MASNAA: Several dozen Syrian refugees left Lebanon for neighboring Syria on Sunday as part of returns coordinated between both countries, an AFP reporter and authorities said.
A total of 42 Syrians returned voluntarily from Lebanon through the Masnaa crossing to areas in Syria, Lebanese authorities said.
A Lebanese coordinator said they were headed for areas including Moadmiyet Al-Sham, a suburb of Damascus where the regime retook control from rebels in October 2016.
An AFP reporter saw men and women dressed in crisp clothes board a bus, some carrying bags or young children.
Mohammad Nakhla, 58, was anxious to set foot in his home country for the first time in six years.
“I’ve never felt better,” he said, as he waited to return with 10 family members to Moadmiyet Al-Sham.
Lebanon hosts just under one million registered refugees from the conflict in Syria, although authorities say the real number is much higher.
More and more are returning however as the regime reasserts its control over larger parts of the country.
Damascus has approved the return of 450 Syrian refugees from Lebanon from a list of 3,000 requesting to do so, Lebanon’s state news agency NNA said this week.
On Friday, the head of Lebanon’s Hezbollah said his powerful movement was creating a mechanism to help Syrian refugees return home, in coordination with Lebanese authorities and Damascus.
Hassan Nasrallah said the group was setting up centers with phone numbers and social media accounts where refugees could sign up to return home.
On Thursday, 294 Syrian refugees headed home from the Lebanese border town of Arsal.
Earlier this year, around 500 refugees also left southern Lebanon for Syria in a return organized by Beirut and Damascus.
Several thousand have independently left in recent years.
More than 350,000 people have been killed and over half the country’s population displaced since Syria’s war started with the brutal repression of anti-government protests in 2011.
More Syrians leave Lebanon for home
More Syrians leave Lebanon for home
- A total of 42 Syrians returned voluntarily from Lebanon through the Masnaa crossing to areas in Syria, Lebanese authorities said
- Lebanon hosts just under one million registered refugees from the conflict in Syria
US military operations ‘ahead of schedule,’ Iranian leaders want to talk: Trump
- Trump also said Sunday that 48 Iranian leaders have been killed in the US-Israeli bombardments
- Iranian President Masoud Pezeshkian said a leadership council had temporarily assumed duties
WASHINGTON: US President Donald Trump said on Sunday that Iran’s new leadership wants to talk to him and that he has agreed, according to an interview with the Atlantic magazine.
“They want to talk, and I have agreed to talk, so I will be talking to them. They should have done it sooner. They should have given what was very practical and easy to do sooner. They waited too long,” Trump said in the interview from his Florida residence. Trump did not specify who he would be speaking with or say whether it would occur on Sunday or Monday.

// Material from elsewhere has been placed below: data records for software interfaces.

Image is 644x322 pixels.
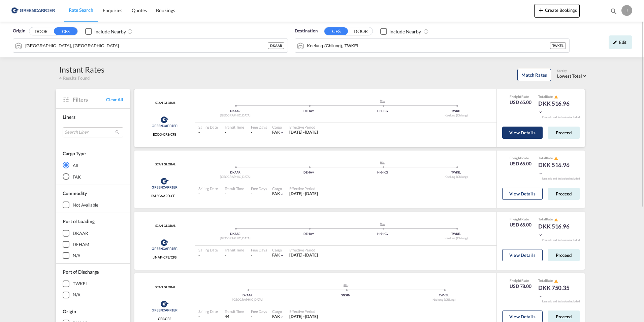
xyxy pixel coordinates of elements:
[550,42,566,49] div: TWKEL
[349,28,372,35] button: DOOR
[420,236,493,240] div: Keelung (Chilung)
[548,188,580,200] button: Proceed
[106,96,123,103] span: Clear All
[103,7,122,13] span: Enquiries
[537,238,585,242] div: Remark and Inclusion included
[289,186,318,191] div: Effective Period
[198,113,272,118] div: [GEOGRAPHIC_DATA]
[538,294,543,299] md-icon: icon-chevron-down
[73,230,88,236] div: DKAAR
[73,280,88,286] div: TWKEL
[69,7,93,13] span: Rate Search
[420,109,493,113] div: TWKEL
[63,218,95,224] span: Port of Loading
[225,252,244,258] div: -
[150,236,180,253] img: Greencarrier Consolidators
[557,73,582,78] span: Lowest Total
[63,241,123,248] md-checkbox: DEHAM
[557,69,588,73] div: Sort by
[510,217,532,221] div: Freight Rate
[610,7,617,17] div: icon-magnify
[609,35,633,49] div: icon-pencilEdit
[198,191,218,197] div: -
[324,28,348,35] button: CFS
[272,247,285,252] div: Cargo
[153,255,177,260] span: LINAK-CFS/CFS
[289,314,318,320] div: 01 Sep 2025 - 31 Oct 2025
[153,285,176,289] span: SCAN GLOBAL
[73,202,98,208] div: not available
[548,249,580,261] button: Proceed
[538,110,543,114] md-icon: icon-chevron-down
[295,39,570,52] md-input-container: Keelung (Chilung), TWKEL
[127,29,133,34] md-icon: Unchecked: Ignores neighbouring ports when fetching rates.Checked : Includes neighbouring ports w...
[73,241,89,247] div: DEHAM
[225,191,244,197] div: -
[420,170,493,175] div: TWKEL
[307,40,550,50] input: Search by Port
[289,129,318,134] span: [DATE] - [DATE]
[272,129,280,134] span: FAK
[198,309,218,314] div: Sailing Date
[279,253,284,258] md-icon: icon-chevron-down
[510,221,532,228] div: USD 65.00
[538,171,543,176] md-icon: icon-chevron-down
[153,285,176,289] div: Contract / Rate Agreement / Tariff / Spot Pricing Reference Number: SCAN GLOBAL
[420,113,493,118] div: Keelung (Chilung)
[342,284,350,287] md-icon: assets/icons/custom/ship-fill.svg
[272,232,346,236] div: DEHAM
[548,127,580,139] button: Proceed
[63,280,123,287] md-checkbox: TWKEL
[538,278,572,283] div: Total Rate
[553,217,558,222] button: icon-alert
[63,190,87,196] span: Commodity
[379,100,387,103] md-icon: assets/icons/custom/ship-fill.svg
[538,94,572,100] div: Total Rate
[613,40,617,44] md-icon: icon-pencil
[151,193,178,198] span: PALSGAARD-CFS/CFS
[389,28,421,35] div: Include Nearby
[59,64,104,75] div: Instant Rates
[535,4,580,17] button: icon-plus 400-fgCreate Bookings
[198,124,218,129] div: Sailing Date
[251,124,267,129] div: Free Days
[198,232,272,236] div: DKAAR
[553,155,558,161] button: icon-alert
[268,42,284,49] div: DKAAR
[25,40,268,50] input: Search by Port
[153,101,176,105] span: SCAN GLOBAL
[73,252,81,258] div: N/A
[225,186,244,191] div: Transit Time
[379,222,387,226] md-icon: assets/icons/custom/ship-fill.svg
[198,247,218,252] div: Sailing Date
[554,156,558,160] md-icon: icon-alert
[538,233,543,237] md-icon: icon-chevron-down
[94,28,126,35] div: Include Nearby
[554,95,558,99] md-icon: icon-alert
[63,173,123,180] md-radio-button: FAK
[251,252,252,258] div: -
[73,96,106,103] span: Filters
[132,7,147,13] span: Quotes
[379,161,387,164] md-icon: assets/icons/custom/ship-fill.svg
[297,293,395,298] div: SGSIN
[510,278,532,283] div: Freight Rate
[272,191,280,196] span: FAK
[63,269,99,275] span: Port of Discharge
[395,293,493,298] div: TWKEL
[538,161,572,177] div: DKK 516.96
[622,5,633,16] div: J
[380,28,421,35] md-checkbox: Checkbox No Ink
[272,186,285,191] div: Cargo
[346,232,420,236] div: HKHKG
[153,162,176,167] span: SCAN GLOBAL
[272,314,280,319] span: FAK
[289,309,318,314] div: Effective Period
[346,170,420,175] div: HKHKG
[538,155,572,161] div: Total Rate
[510,155,532,160] div: Freight Rate
[502,249,543,261] button: View Details
[153,224,176,228] span: SCAN GLOBAL
[289,314,318,319] span: [DATE] - [DATE]
[538,284,572,300] div: DKK 750.35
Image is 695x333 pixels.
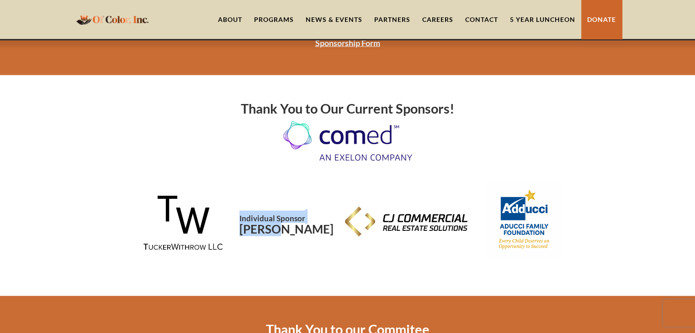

Iranian President Masoud Pezeshkian said a leadership council composed of himself, the judiciary head and a member of the powerful Guardians Council had temporarily assumed the duties of supreme leader following the death of Ayatollah Ali Khamenei. Trump said some of the people who were involved in recent talks with the US are no longer alive.
“Most of those people are gone. Some of the people we were dealing with are gone, because that was a big — that was a big hit,” he was quoted as saying in the interview with Atlantic staff writer Michael Scherer. “They should have done it sooner, Michael. They could have made a deal. They should’ve done it sooner. They played too cute.”
Offensive moving ‘ahead of schedule’
Trump also said Sunday that 48 Iranian leaders have been killed in the US-Israeli bombardments of the country and that the offensive is “very positive.”
“Nobody can believe the success we’re having, 48 leaders are gone in one shot. And it’s moving along rapidly,” Trump was quoted as saying in an interview by Fox News.
Trump claimed overall success in the war, which was launched Saturday with the goal of removing Iran’s leadership and destroying its military. Iran has confirmed the death of its supreme leader, Ali Khamenei.
“We’re doing our job not just for us but for the world. And everything is ahead of schedule,” Trump was quoted as saying in a separate interview with CNBC.
“Things are evolving in a very positive way right now, a very positive way,” he said.
The interviews were conducted before the US military for the first time announced casualties in the war: three unidentified service members killed, five seriously wounded and several others more lightly injured.
Trump announced Sunday that the US military was sinking Iran’s Navy, having destroyed nine Iranian warships so far and “going after the rest.”
Trump made the announcement in a social media post as the Pentagon intensified its bombings of Iran’s military, deploying B-2 stealth bombers from the US to strike at hardened, underground Iranian missile facilities with 2,000-lb bombs.
US strikes also pummeled Iran’s naval headquarters, largely destroying it, Trump said.